Monday, October 06, 2008

Government slashes welfare spending

Fears that the government’s sweeping tax cuts would significantly slash state expenditures on social welfare seem to have become a reality. The administration of President Lee Myung-bak, which is aiming to cut more than 20 trillion won (US$16.8 billion) in taxes by 2010, plans to limit social welfare spending in favor of spending on programs that will increase economic growth during Lee’s five-year term. Coupled with the recent tax cuts, which mainly benefit the upper class and wealthy property owners, the proposed cuts in the welfare budget are likely to widen the gap between rich and poor.


The administration’s budget proposal will shrink welfare spending in the coming year. The administration claims that spending on social welfare and public health will increase nine percent, or 6.05 trillion won, to 73.7 trillion won in 2009, outpacing the six percent increase in spending in the budget as a whole. However, some 5.28 trillion of the 6.05 trillion won increase is largely seen as being part of a natural increase in spending on existing systems. This includes spending on the national pension fund (2.41 trillion won), national health insurance benefits (656.6 billion won) and pension payments (874.9 billion won). Excluding these, only 777.9 billion won will be allocated to health and welfare by the Lee administration next year.


If the four state-run pension funds, such as the pension fund for ordinary people and public servants, are subtracted from the administration’s 2009 budget proposal, welfare spending increases by only 6.86 percent, which is below the 7.2 percent increase for the budget as a whole. Lee Tae-su, a professor at Hyundo University of Social Welfare, noted that the Lee administration had publicly announced a policy of “active welfare.” He said, however, that when he looked at the details of the budget proposal, it was difficult to find evidence that the government had been active in allocating funds to the welfare budget. He called it a retreat from welfare because the administration is maintaining current spending levels, which are still insufficient amid surging inflation.
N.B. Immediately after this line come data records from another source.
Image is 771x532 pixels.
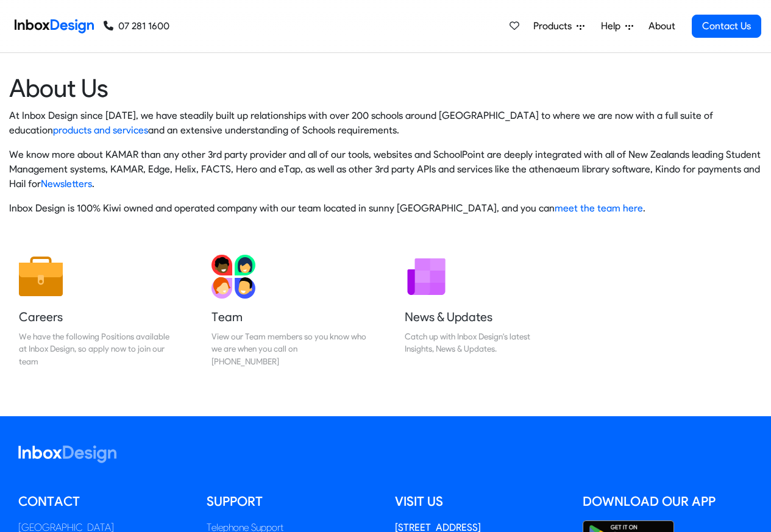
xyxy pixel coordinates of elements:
div: View our Team members so you know who we are when you call on [PHONE_NUMBER] [211,330,367,367]
a: Team View our Team members so you know who we are when you call on [PHONE_NUMBER] [202,245,376,377]
h5: News & Updates [404,309,560,325]
a: Products [529,14,589,38]
img: 2022_01_13_icon_team.svg [211,255,255,298]
div: Catch up with Inbox Design's latest Insights, News & Updates. [404,330,560,355]
a: About [645,14,679,38]
a: meet the team here [555,203,643,214]
div: We have the following Positions available at Inbox Design, so apply now to join our team [19,330,174,367]
h5: Download our App [583,492,753,511]
img: 2022_01_13_icon_job.svg [19,255,63,298]
heading: About Us [9,72,762,103]
img: 2022_01_12_icon_newsletter.svg [404,255,448,298]
p: Inbox Design is 100% Kiwi owned and operated company with our team located in sunny [GEOGRAPHIC_D... [9,201,762,216]
a: News & Updates Catch up with Inbox Design's latest Insights, News & Updates. [395,245,569,377]
a: products and services [53,124,148,136]
span: Products [533,19,577,34]
h5: Visit us [395,492,565,511]
a: Help [596,14,638,38]
a: Careers We have the following Positions available at Inbox Design, so apply now to join our team [9,245,184,377]
h5: Team [211,309,367,325]
h5: Support [207,492,377,511]
a: Contact Us [692,15,762,38]
a: Newsletters [41,178,92,190]
h5: Contact [18,492,188,511]
h5: Careers [19,309,174,325]
p: At Inbox Design since [DATE], we have steadily built up relationships with over 200 schools aroun... [9,109,762,138]
a: 07 281 1600 [103,19,169,34]
img: logo_inboxdesign_white.svg [18,446,116,463]
span: Help [601,19,625,34]
p: We know more about KAMAR than any other 3rd party provider and all of our tools, websites and Sch... [9,147,762,191]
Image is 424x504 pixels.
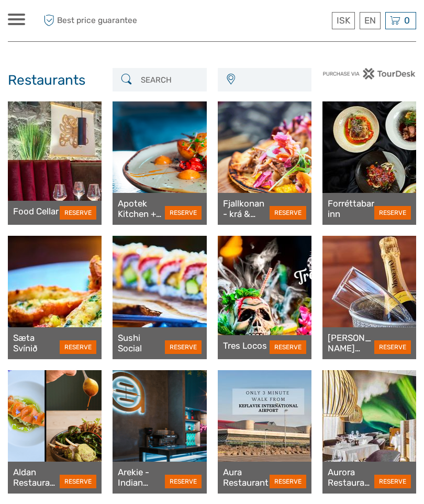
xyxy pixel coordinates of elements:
div: EN [360,12,381,30]
a: Forréttabarinn [328,198,374,220]
a: Tres Locos [222,341,267,351]
a: RESERVE [374,475,411,488]
a: RESERVE [165,341,202,355]
a: Sæta Svínið [13,333,60,355]
a: RESERVE [269,341,306,355]
a: Fjallkonan - krá & kræsingar [222,198,269,220]
input: SEARCH [136,70,201,89]
img: PurchaseViaTourDesk.png [322,68,416,80]
a: RESERVE [165,206,202,220]
h2: Restaurants [8,72,102,89]
a: Apotek Kitchen + Bar [117,198,164,220]
span: 0 [402,15,411,25]
a: RESERVE [60,206,96,220]
a: Arekie - Indian Fusion Cuisine [117,468,164,488]
a: RESERVE [269,206,306,220]
a: Aura Restaurant [222,468,269,488]
a: RESERVE [374,206,411,220]
a: RESERVE [60,341,96,355]
a: Food Cellar [13,206,58,216]
span: Best price guarantee [41,12,137,30]
a: Aldan Restaurant [GEOGRAPHIC_DATA] [13,468,60,488]
a: Sushi Social [117,333,164,355]
a: Aurora Restaurant & Bar [328,468,374,488]
a: RESERVE [165,475,202,488]
a: RESERVE [269,475,306,488]
span: ISK [336,15,350,25]
a: [PERSON_NAME] Restaurant [328,333,374,355]
a: RESERVE [60,475,96,488]
a: RESERVE [374,341,411,355]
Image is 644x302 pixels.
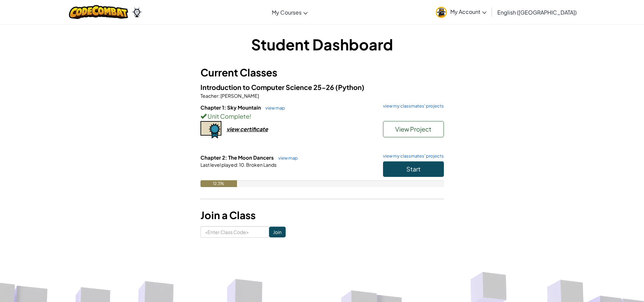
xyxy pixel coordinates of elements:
button: Start [383,161,444,177]
a: view my classmates' projects [380,154,444,158]
a: English ([GEOGRAPHIC_DATA]) [494,3,580,21]
input: <Enter Class Code> [200,226,269,238]
span: View Project [395,125,431,133]
span: English ([GEOGRAPHIC_DATA]) [497,9,577,16]
img: certificate-icon.png [200,121,221,139]
img: CodeCombat logo [69,5,128,19]
span: Unit Complete [207,112,250,120]
a: view certificate [200,126,268,133]
span: (Python) [335,83,364,91]
span: : [237,162,238,168]
a: view map [275,155,298,161]
span: Introduction to Computer Science 25-26 [200,83,335,91]
span: ! [250,112,251,120]
a: view map [262,105,285,111]
span: My Account [450,8,487,15]
img: avatar [436,7,447,18]
h1: Student Dashboard [200,34,444,55]
span: : [219,93,220,99]
h3: Current Classes [200,65,444,80]
h3: Join a Class [200,208,444,223]
span: Last level played [200,162,237,168]
span: Chapter 1: Sky Mountain [200,104,262,111]
a: My Account [433,1,490,23]
span: [PERSON_NAME] [220,93,259,99]
input: Join [269,226,286,238]
span: 10. [238,162,245,168]
img: Ozaria [131,7,143,17]
span: Chapter 2: The Moon Dancers [200,154,275,161]
span: Start [406,165,421,173]
span: My Courses [272,9,302,16]
span: Broken Lands [245,162,276,168]
a: My Courses [269,3,311,21]
a: view my classmates' projects [380,104,444,108]
div: 12.3% [200,180,237,187]
button: View Project [383,121,444,137]
span: Teacher [200,93,219,99]
div: view certificate [226,126,268,133]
The government’s plans to curb welfare spending will continue beyond 2010. According to a report released on September 30 by the Ministry of Strategy and Finance, spending on social welfare will expand at an annual average rate of 8.4 percent between 2009 and 2012. However, if pension fund expenditures are subtracted, the growth rate would stand at 6.57 percent, a level similar to the overall annual increase in spending of 6.2 percent. Between 2005 and 2008, spending on social welfare, excluding pension funds, rose at an average annual growth rate of 9.28 percent.


Beginning next year, spending on childcare programs and programs for women, the family, the elderly, the young and the underprivileged will decline significantly. Spending on childcare, women and family affairs rose at an annual rate of 42 percent between 2005 and 2008, or from 700 billion won to 1.6 trillion won during that period. However, the government is now planning to increase welfare spending at an average annual rate of 9.5 percent between 2009 and 2012. While spending on the elderly, the young and the underprivileged had increased at an annual average rate of 31 percent between 2005 and 2008, that number will decrease to a rate of 14.1 percent over the next four years.


Kim Dong-geon, a professor at Dongseo University, said that the ratio of spending on the welfare budget to spending on the budget as a whole rose from some 18 percent in 1998 to some 28 percent in 2006, a total of 10 percentage points. Kim said that during the administration of former President Roh Moo-hyun, spending on childcare increased sharply and fiscal investment was reinforced to create social-service jobs, such as the approximately 110,000 jobs in the heath and welfare field that had been created as of August and the number of economically active women had risen accordingly, from 48.8 percent in 2000 to 50.2 percent last year. Kim said that the budget proposal expresses the administration’s desire to not add new welfare services and use only existing systems.